Proof, not just a pitch
Three examples of what happens when clinical triage and case management instincts get pointed at digital health problems.
Building a Triage Framework for Customer Success
The ProblemCustomer success teams often lack a structured way to prioritize accounts under pressure — similar to how an Emergency Department without triage would just see whoever's loudest first, instead of whoever's sickest.
What I DidI adapted the Emergency Severity Index (ESI) — the five-level clinical framework Emergency Departments use to triage patients by acuity and resource need — into the Customer Success Severity Index (CSSI), a five-level model for scoring account risk by customer impact and resources required to resolve it. I paired it with a "Customer Success Nurse Brain," a daily operating tool modeled on the paper shift-tracking sheet nurses use at the bedside, adapted for account census, escalations, dependencies, and end-of-day handoff.
Why It Matters
Building both reflects how I think: take a system that already works under pressure, and translate it into a new context without losing what makes it work. It's a working translation of a clinical operations discipline into a business framework, not just a metaphor.
Onboarding Clinicians onto Unfamiliar Technology
The ProblemNurses onboarding to a digital oncology care platform struggled with proprietary EHR workflows and documentation requirements under time pressure.
What I DidI was the person nurses felt comfortable turning to when the EHR or a new piece of technology didn't make sense, not because it was my job, but because I was approachable and willing to help, usually with a screen-share, some teach-back, and a lot of patience. I also surfaced recurring workflow friction to operational teams, translating frontline pain points into actionable feedback.
OutcomeSmoother onboarding for incoming nurses, and a feedback loop that fed real process improvements upstream.
Why It Matters for Digital HealthThis is customer success and clinician adoption work — the exact muscle customer success and implementation managers need every day.
Leading Without a Title
The PatternThroughout my time in case management, I regularly noticed broken processes, things that technically worked but created friction, confusion, or delay, without anyone being formally tasked with fixing them.
What I DidI never held a formal leadership title, but I consistently stepped into that role anyway: flagging the gap, proposing a fix, and working it through with the people who'd actually have to live with the change. Sometimes that meant a new step in a workflow. Sometimes it meant just asking a better question in a meeting that changed how a decision got made.
OutcomeA reputation, earned over time, as someone who improves things without needing to be asked, and who can get buy-in from people who don't report to me.
Why It Matters for Digital HealthImplementation and customer success roles need exactly this instinct: the ability to notice what's not working, take ownership of it without waiting for permission, and bring skeptical stakeholders along.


# WHAT THE EXERCISE ASKS:
Scan the entries below. Return every line that includes "pixels".

# EXTRACTED MATERIAL:

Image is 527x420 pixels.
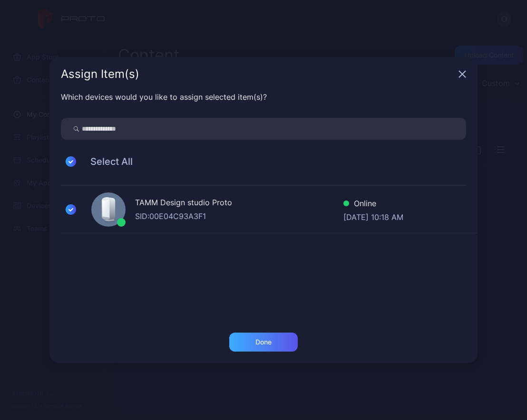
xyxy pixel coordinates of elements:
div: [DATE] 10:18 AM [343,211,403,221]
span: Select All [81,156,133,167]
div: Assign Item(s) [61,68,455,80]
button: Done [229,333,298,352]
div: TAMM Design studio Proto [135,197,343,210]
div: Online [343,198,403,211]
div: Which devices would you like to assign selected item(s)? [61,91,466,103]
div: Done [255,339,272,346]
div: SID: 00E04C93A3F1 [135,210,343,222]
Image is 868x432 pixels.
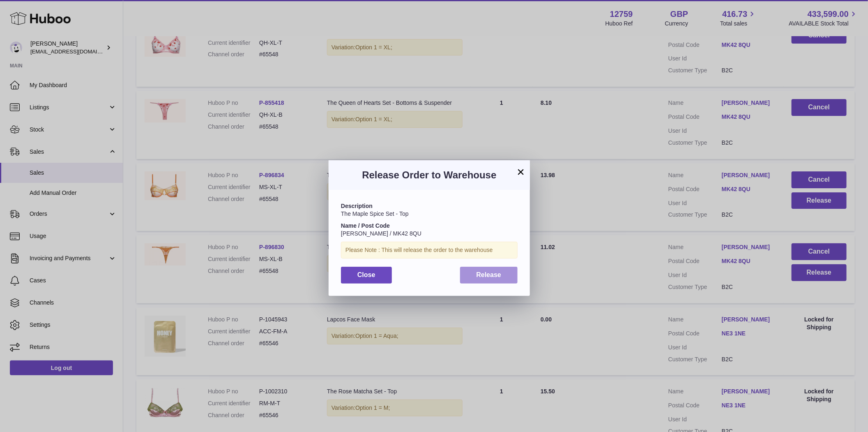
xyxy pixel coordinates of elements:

# OUTPUT FOR THIS TASK:
Image is 527x420 pixels.
Image is 868x432 pixels.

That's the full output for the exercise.